In group settings, having a sympathetic ally to whom you can subtly share snide remarks or roll your eyes also helps eliminate tension, Scaringi says. For Bryan, a 29-year-old who lives in Florida, that family member is his mom, Donna, 64. (Both are using pseudonyms in order to speak about their family.) Their tight-knit extended family is largely conservative, and over the last eight years, political divisions have strained relationships. “Before Trump, I didn’t care who you voted for, it wasn’t a topic in our home,” Donna says. “But since Trump, watching my two siblings fall in love with this man to a point where my sister says, ‘I love him like an uncle and I would have him at my Thanksgiving table’ hurts my soul, because everything about him is not me.”

Donna and Bryan find it hard to reconcile their family’s beliefs with the realities of their experiences: Bryan is trans and his sister hopes to soon have a baby in a state with a near ban on abortion.

Before Bryan came out in 2022, he feared his family wouldn’t accept him based on their conservative views. While his aunt and cousins have been supportive in using his name and pronouns — even going as far to assure him that they’d find a way to source hormones if he was unable to receive gender-affirming care — Bryan says these same family members still express anti-trans views in front of him.

“When you speak to those more vulnerable places, using language around especially your emotions, that tends to de-escalate those conversations.”

Despite everything, Donna and Bryan don’t intend on cutting out their family — for now. Bryan doesn’t expect his relatives to change their mind, but he believes offering a trans perspective may give them an opportunity to learn. “I said to myself,” Bryan says, “that if something happens where my health care is taken away, whether it’s because I’m on an Affordable Care Act plan or because the Affordable Care Act stops providing gender-affirming care, and if something actually does happen that’s a direct result of Trump being elected, then I will definitely reconsider cutting these people off forever.”

Consistently exposing a loved one to alternative points of view can help to slowly shift their perspective, Dokun says, while estrangement may only push them further into their ideological silos.
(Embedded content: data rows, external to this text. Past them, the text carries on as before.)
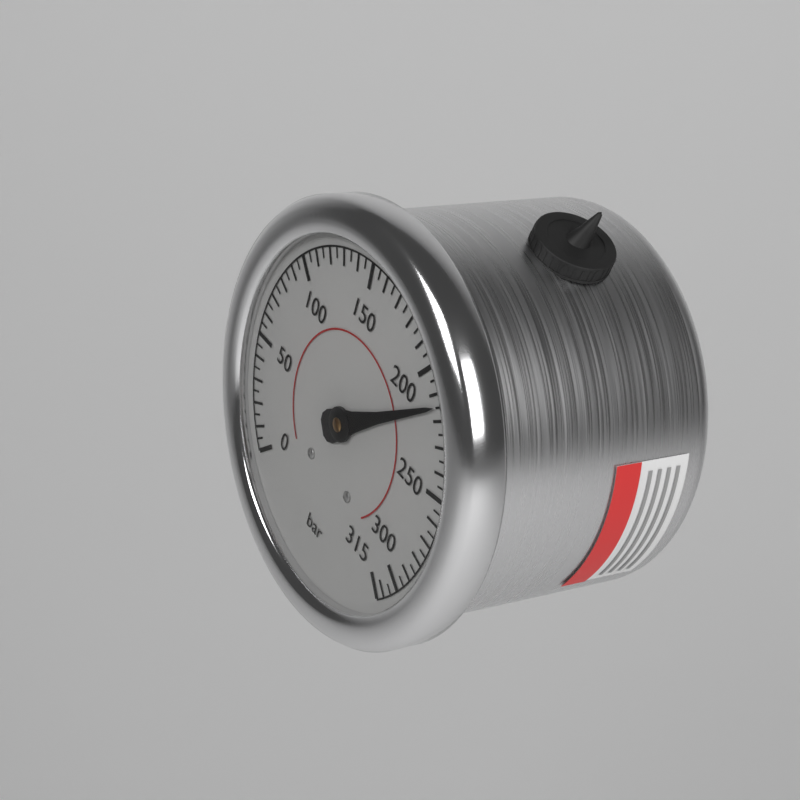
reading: 215 bar
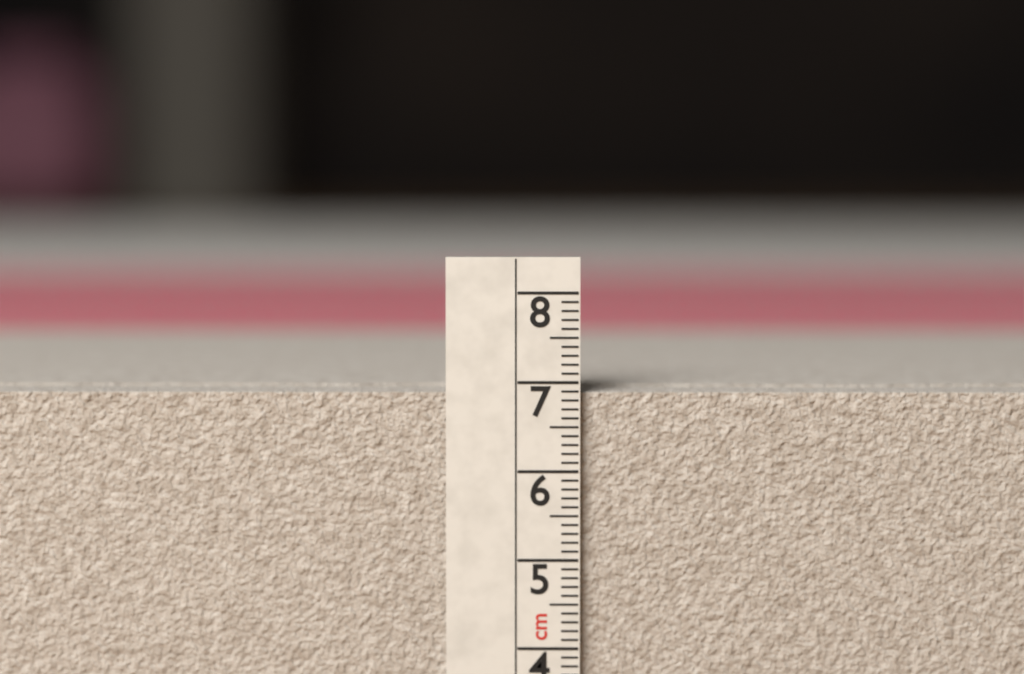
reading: 6.9 cm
However, try not to exhaust yourself while championing your side. This might look like setting explicit boundaries like not watching the news together or limiting conversation to certain topics. “I work with a lot of folks who can berate themselves for not being enough of a social justice advocate,” Scaringi says. “I really work with them on trying to just plant seeds with their family.”
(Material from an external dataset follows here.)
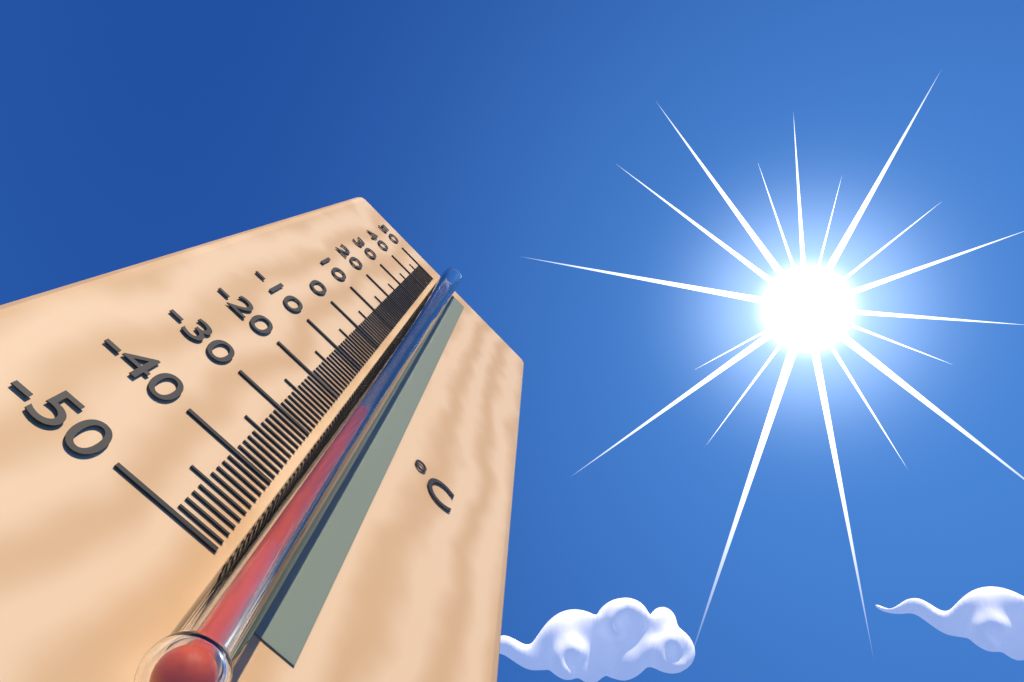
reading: -24 °C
For others, there are no minds to change, simply resignation toward what’s already happened. While a few people close to him voted for Trump, New Jersey resident Morgan, 32, who declined to share his last name to speak about his relationships, believes they did so for economic and global policy reasons. He doesn’t agree with these motivations, he says, but it’s worth hearing them out.

“Now that he’s no longer a fluke, a glitch, some sort of national aberration that we can excuse away,” he says, “I hope the sides can talk more as Trump’s second administration wears on. Because what on Earth is the alternative?”